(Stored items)
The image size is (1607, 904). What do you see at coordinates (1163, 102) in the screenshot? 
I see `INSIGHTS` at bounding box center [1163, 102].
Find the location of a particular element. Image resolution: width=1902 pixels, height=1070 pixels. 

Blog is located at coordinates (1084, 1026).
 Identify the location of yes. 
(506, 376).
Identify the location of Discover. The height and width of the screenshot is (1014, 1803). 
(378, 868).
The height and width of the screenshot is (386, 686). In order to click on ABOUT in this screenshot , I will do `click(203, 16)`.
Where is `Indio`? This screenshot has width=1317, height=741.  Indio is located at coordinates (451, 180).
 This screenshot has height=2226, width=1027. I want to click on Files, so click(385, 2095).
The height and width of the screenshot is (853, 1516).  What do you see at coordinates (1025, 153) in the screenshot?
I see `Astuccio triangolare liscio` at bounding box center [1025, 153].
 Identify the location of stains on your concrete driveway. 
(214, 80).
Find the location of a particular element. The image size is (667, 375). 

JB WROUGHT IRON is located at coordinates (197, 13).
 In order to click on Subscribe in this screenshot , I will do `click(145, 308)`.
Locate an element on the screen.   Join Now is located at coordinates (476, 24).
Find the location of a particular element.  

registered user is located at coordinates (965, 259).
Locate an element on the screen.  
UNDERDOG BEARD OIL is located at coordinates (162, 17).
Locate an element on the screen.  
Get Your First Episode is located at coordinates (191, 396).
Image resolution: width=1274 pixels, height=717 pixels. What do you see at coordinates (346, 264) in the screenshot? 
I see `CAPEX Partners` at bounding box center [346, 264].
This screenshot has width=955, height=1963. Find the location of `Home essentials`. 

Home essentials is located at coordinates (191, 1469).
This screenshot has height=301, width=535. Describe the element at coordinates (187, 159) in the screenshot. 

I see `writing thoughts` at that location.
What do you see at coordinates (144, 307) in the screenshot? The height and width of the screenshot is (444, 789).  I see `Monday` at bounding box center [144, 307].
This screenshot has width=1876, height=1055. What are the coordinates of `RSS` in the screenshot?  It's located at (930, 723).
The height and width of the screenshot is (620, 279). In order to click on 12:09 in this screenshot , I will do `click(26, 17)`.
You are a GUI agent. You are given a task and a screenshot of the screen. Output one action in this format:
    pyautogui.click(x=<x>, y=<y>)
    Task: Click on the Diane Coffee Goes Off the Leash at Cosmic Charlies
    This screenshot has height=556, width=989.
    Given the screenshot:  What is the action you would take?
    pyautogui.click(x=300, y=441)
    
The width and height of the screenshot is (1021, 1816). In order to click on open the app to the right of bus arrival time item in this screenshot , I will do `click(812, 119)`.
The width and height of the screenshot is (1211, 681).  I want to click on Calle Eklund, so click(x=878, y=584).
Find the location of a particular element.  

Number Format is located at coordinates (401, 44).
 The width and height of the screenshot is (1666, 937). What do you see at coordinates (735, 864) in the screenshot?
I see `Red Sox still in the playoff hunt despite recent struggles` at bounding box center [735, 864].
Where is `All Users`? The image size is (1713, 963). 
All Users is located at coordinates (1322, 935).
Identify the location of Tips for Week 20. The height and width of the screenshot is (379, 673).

_REQUIRED ACTION_
Whenever a line of the data includes "order", copy that line.

_REPLY_
The height and width of the screenshot is (386, 686). In order to click on ABOUT in this screenshot , I will do `click(203, 16)`.
 In order to click on Subscribe in this screenshot , I will do `click(145, 308)`.
The height and width of the screenshot is (620, 279). In order to click on 12:09 in this screenshot , I will do `click(26, 17)`.
The width and height of the screenshot is (1021, 1816). In order to click on open the app to the right of bus arrival time item in this screenshot , I will do `click(812, 119)`.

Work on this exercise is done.